Born for society, they all believed that it was their destiny to labor for it; with so much the less fatigue, their rewards were all within themselves. Happy by their philosophy alone, it seemed as if only the happiness of others could increase theirs.

6. Interdependence and service. The Stoic regards human lives as interdependent, and finds in this a source of duty, affection, and solace.

Nor can anyone live happily who has only himself in view, who turns everything to his own advantage; you ought to live for the other fellow, if you want to live for yourself.

Why should I list everything that is to be done and to be avoided, when I can give you the duties of mankind in a rule of few words? All this that you see, including both the divine and the human, is one: we are limbs of one body. Nature made us kin, since she gave birth to us from the same substance and to the same ends. She put into us love of one another and made us social beings. She constructed fairness and justice; according to her dispensation, it is more wretched to harm than to be harmed. In obedience to her command, let our hands be ready where help is needed. Let that famous line be in your heart and in your mouth: “I am human, I consider nothing human foreign to me.” Let us hold things in common: that is how we are made. Our society is just like an archway of stones, which would fall if they did not block each other. It is held up in the same way.
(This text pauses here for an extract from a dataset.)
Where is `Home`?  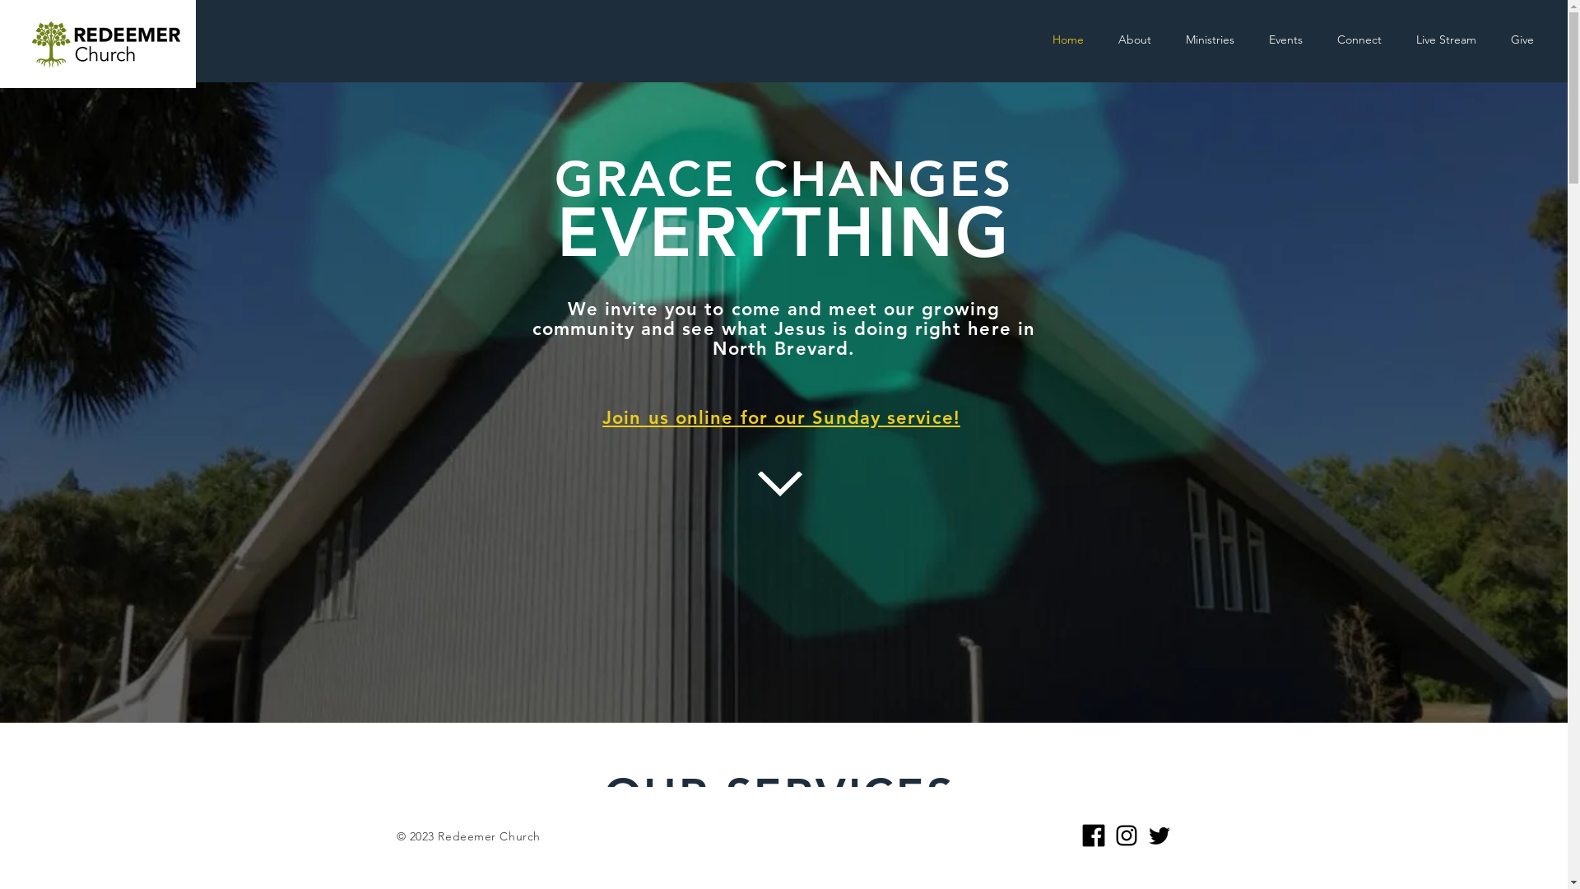
Home is located at coordinates (1068, 39).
What are you? A man. If you look at yourself in isolation, it is natural to live to old age, to be rich, to be healthy. But if you look at yourself as one person and as part of a given whole, for the sake of the whole your turn may come to be sick, or to run risks on a sea voyage, or to be in need, perhaps to be put to death.
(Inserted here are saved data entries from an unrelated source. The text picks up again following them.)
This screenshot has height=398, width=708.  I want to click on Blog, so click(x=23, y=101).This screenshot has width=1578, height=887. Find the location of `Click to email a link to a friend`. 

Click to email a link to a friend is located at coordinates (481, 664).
This interdependence has significance for how we live and spend our time. The Stoics understand themselves to have a duty of service to others, including a duty to participate in public life. Cicero’s rendition of the Stoic view:

Since we see that man is designed by nature to safeguard and protect his fellows, it follows from this natural disposition that the wise man should desire to engage in politics and government, and also to live in accordance with nature by taking to himself a wife and desiring to have children with her. Even the passion of love when pure is not thought incompatible with the character of the Stoic sage.
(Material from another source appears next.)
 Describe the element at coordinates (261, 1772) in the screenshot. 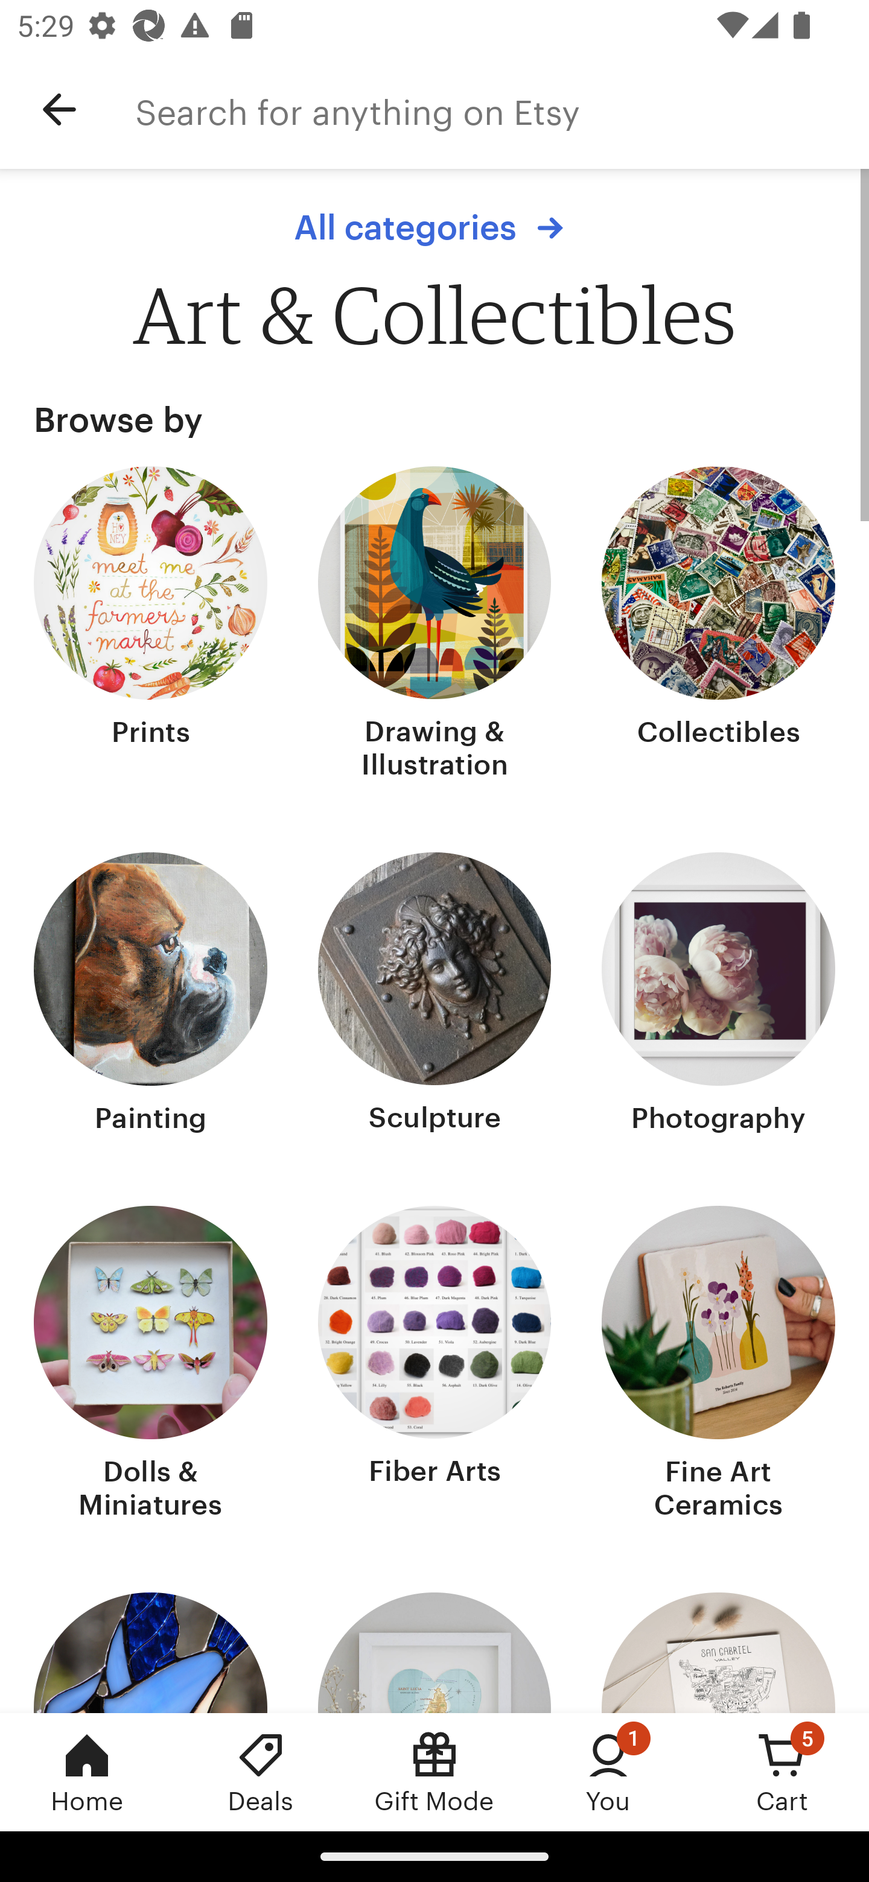

I see `Deals` at that location.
Seneca had a pithier version of what is expected from the Stoics – those in the sect of Zeno, as Montesquieu called them.

Epicurus says: “The sage will not engage in public affairs unless he must.” Zeno says: “The sage will engage in public affairs unless he cannot.”

That translation is, again, a bit free – this time to keep the two halves of it parallel, which is irresistible. But what is meant by “public affairs”? Not just politics, but helping others on whatever scale is available, large or small.

It is of course required of a man that he should benefit his fellow-men – many if he can; if not, a few; if not a few, those who are nearest; if not these, himself. For when he renders himself useful to others, he engages in public affairs.

The Stoics also take a broad view of what it means to benefit others. Philosophizing counts. And they have a broad understanding, too, of the relevant “others” they are bound to serve. They did not view those in their immediate communities or their country as the only ones who matter. Everyone does.

When asked what country you are from, do not say “I am Athenian” or “I am from Corinth.” Say (like Socrates), “I am a citizen of the world.”

For what is a man? A part of a state – first, of one that consists of gods and of men; then of the state to which you more immediately belong, which is a miniature of the universal state.

Let us grasp that there are two commonwealths – the one, a vast and truly common state, which embraces alike gods and men, in which we look neither to this corner of earth nor to that, but measure the bounds of our citizenship by the path of the sun; the other, the one to which we have been assigned by the accident of birth…. Some yield service to both commonwealths at the same time – to the greater and to the lesser – some only to the lesser, some only to the greater.